- Work item:
Look below for the line that has "Locate an element on the screen. Image". Set down the lines from there through the line that has "What do you see at coordinates (335, 61)", exactly as written.

- Materials provided:
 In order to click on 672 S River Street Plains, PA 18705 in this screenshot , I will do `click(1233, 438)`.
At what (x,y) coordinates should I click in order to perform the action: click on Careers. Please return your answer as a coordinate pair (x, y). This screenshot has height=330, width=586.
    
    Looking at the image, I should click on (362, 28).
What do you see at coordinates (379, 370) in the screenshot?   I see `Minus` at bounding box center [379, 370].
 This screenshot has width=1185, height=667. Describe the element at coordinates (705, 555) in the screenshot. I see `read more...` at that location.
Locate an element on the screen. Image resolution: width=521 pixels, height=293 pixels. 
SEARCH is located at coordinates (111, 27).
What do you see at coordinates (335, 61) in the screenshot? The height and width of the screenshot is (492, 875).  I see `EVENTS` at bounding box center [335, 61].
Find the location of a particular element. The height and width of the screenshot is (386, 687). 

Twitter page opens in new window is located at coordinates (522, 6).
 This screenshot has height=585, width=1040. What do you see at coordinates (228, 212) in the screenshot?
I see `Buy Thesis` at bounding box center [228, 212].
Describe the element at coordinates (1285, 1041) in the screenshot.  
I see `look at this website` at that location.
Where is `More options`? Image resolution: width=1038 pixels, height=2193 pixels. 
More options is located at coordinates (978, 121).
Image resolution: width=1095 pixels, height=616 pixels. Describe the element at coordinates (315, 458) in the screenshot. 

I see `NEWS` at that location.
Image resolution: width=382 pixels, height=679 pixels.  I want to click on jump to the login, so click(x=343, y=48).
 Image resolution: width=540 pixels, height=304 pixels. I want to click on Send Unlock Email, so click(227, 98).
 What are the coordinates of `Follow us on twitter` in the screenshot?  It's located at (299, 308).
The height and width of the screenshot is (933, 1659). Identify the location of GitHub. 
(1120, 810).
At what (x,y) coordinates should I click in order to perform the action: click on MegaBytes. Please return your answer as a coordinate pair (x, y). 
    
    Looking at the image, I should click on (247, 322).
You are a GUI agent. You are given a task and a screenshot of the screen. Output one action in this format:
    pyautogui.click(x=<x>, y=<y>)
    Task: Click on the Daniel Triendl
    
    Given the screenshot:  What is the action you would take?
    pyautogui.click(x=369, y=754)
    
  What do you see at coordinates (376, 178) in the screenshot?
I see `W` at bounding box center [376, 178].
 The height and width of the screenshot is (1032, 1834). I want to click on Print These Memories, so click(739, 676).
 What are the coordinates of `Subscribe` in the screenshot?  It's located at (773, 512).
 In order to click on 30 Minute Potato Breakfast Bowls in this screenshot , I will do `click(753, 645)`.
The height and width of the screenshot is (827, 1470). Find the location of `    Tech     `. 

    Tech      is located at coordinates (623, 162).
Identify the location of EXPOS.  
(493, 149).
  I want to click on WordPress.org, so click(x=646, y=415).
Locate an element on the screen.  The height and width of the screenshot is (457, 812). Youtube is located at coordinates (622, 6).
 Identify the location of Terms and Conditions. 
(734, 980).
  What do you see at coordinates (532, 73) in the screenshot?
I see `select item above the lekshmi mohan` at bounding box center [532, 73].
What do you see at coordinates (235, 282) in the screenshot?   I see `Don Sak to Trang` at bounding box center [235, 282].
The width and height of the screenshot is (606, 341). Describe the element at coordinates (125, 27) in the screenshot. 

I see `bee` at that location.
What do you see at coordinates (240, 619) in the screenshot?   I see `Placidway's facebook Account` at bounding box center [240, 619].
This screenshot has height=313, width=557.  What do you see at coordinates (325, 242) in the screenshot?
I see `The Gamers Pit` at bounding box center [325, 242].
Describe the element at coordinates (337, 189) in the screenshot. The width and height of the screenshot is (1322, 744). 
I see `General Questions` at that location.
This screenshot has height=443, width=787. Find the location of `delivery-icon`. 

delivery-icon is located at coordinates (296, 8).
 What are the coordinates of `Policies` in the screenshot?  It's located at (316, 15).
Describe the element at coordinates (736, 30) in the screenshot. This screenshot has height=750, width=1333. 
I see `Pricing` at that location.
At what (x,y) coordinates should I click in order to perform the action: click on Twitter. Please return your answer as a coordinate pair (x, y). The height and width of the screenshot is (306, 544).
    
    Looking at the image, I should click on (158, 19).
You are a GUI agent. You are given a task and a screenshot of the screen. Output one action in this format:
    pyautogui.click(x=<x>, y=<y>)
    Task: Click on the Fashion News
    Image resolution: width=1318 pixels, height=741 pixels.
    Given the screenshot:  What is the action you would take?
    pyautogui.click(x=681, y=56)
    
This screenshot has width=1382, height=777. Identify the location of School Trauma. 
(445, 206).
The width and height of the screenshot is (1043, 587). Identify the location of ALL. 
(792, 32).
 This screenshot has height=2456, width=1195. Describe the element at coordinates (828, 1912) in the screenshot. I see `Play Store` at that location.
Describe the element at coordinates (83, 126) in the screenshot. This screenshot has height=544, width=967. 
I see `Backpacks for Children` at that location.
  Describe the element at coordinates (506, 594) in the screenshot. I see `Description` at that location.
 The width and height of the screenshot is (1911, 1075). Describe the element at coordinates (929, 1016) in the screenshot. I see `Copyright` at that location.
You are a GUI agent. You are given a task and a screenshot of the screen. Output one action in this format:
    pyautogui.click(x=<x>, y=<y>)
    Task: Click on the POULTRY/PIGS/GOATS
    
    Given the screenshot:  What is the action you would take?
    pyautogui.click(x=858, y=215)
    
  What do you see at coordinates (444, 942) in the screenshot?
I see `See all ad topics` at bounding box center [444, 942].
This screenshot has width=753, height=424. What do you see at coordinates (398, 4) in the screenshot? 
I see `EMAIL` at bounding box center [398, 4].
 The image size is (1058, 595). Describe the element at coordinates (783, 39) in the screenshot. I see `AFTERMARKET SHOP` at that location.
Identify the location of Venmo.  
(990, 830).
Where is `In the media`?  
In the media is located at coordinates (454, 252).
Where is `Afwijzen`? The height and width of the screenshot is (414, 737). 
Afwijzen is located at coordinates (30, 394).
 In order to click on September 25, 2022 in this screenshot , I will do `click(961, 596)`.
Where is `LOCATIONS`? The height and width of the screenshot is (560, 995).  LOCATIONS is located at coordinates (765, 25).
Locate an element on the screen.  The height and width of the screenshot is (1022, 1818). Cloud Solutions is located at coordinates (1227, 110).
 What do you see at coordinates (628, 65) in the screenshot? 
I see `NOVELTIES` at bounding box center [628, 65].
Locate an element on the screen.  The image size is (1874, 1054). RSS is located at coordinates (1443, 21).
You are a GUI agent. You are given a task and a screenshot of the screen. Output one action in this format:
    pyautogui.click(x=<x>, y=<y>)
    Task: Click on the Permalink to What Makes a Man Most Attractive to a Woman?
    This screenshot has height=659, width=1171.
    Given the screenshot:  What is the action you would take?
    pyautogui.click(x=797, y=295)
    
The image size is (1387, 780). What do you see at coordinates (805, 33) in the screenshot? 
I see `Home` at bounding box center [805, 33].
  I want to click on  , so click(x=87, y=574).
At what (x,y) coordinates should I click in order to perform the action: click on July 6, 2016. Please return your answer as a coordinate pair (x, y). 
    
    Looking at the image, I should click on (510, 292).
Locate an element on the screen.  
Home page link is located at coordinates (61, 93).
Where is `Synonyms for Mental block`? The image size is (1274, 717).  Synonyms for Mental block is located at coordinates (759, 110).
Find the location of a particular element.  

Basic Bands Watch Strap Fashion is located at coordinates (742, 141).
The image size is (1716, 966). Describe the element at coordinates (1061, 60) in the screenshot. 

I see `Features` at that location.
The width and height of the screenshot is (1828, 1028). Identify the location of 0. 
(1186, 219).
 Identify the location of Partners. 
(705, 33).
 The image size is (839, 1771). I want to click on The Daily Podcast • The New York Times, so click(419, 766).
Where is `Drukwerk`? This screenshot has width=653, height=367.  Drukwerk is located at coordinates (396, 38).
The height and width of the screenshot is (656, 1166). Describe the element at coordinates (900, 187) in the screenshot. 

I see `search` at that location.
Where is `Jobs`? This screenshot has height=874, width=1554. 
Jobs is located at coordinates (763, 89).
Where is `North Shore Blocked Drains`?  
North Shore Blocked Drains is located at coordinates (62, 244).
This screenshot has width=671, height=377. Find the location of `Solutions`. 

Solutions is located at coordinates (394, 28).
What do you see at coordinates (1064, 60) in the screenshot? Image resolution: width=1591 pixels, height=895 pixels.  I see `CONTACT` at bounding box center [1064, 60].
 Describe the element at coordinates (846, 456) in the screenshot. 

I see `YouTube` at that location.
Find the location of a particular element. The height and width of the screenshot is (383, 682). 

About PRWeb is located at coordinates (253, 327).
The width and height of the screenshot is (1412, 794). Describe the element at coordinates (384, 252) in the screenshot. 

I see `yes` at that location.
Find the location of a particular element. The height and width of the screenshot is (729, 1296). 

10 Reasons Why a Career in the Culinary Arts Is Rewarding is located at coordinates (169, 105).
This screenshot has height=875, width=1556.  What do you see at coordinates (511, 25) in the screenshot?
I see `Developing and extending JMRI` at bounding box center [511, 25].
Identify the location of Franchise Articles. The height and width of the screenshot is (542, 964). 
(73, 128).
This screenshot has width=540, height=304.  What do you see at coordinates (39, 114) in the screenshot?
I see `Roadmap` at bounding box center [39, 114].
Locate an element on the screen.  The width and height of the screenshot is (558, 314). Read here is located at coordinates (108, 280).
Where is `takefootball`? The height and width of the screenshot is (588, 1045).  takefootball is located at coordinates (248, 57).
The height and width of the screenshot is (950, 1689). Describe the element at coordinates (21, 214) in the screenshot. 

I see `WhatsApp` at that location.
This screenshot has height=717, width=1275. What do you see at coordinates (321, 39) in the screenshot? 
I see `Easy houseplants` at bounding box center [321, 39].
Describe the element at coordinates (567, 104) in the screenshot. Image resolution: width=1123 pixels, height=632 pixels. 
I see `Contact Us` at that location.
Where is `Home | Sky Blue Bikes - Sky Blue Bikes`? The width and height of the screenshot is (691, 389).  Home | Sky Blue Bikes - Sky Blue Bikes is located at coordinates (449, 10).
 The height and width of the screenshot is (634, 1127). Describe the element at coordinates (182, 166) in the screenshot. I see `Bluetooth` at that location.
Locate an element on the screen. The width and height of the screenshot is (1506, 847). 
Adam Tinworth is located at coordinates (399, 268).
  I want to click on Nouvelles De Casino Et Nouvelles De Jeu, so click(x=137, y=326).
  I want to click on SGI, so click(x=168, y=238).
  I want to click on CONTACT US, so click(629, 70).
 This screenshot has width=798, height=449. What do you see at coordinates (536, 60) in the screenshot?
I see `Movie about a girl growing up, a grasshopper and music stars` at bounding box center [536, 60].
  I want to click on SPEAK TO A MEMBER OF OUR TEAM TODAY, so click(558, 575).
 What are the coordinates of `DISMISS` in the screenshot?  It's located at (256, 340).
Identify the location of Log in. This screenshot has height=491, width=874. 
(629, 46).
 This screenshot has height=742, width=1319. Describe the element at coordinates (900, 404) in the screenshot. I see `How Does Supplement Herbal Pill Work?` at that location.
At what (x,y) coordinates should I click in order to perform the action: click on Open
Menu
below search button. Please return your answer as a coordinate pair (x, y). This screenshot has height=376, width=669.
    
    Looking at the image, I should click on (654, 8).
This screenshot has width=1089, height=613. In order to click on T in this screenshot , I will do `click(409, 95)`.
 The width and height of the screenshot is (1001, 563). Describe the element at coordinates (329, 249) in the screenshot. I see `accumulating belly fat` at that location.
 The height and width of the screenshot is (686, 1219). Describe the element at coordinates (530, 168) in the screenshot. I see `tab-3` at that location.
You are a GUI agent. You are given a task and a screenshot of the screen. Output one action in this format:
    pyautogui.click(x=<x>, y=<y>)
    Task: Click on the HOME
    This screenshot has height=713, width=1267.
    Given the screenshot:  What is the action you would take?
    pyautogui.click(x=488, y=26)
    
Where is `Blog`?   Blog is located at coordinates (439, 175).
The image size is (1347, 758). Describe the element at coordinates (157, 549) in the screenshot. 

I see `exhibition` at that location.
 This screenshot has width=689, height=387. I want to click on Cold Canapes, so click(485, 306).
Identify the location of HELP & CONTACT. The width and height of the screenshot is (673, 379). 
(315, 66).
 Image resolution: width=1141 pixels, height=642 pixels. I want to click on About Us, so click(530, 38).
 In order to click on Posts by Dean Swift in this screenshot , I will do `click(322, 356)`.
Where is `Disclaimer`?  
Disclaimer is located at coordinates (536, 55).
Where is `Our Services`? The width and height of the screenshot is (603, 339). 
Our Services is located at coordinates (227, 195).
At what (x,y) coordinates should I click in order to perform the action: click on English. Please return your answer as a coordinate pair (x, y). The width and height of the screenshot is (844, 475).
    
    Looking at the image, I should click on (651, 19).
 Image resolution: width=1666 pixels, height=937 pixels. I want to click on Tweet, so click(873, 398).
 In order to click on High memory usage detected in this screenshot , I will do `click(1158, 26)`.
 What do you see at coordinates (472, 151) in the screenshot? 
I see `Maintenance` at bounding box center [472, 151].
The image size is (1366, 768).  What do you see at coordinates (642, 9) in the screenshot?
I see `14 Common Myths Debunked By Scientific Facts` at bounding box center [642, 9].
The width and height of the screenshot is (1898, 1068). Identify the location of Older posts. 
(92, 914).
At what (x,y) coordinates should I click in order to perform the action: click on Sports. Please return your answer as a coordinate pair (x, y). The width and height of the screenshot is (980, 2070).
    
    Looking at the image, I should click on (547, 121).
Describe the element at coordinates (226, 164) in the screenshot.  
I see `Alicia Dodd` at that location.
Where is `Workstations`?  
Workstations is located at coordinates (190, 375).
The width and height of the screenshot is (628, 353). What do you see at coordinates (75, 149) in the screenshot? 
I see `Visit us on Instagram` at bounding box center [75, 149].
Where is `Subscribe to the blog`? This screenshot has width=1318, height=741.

- Solution for this exercise:
Locate an element on the screen. Image resolution: width=521 pixels, height=293 pixels. 
SEARCH is located at coordinates (111, 27).
What do you see at coordinates (335, 61) in the screenshot? The height and width of the screenshot is (492, 875).  I see `EVENTS` at bounding box center [335, 61].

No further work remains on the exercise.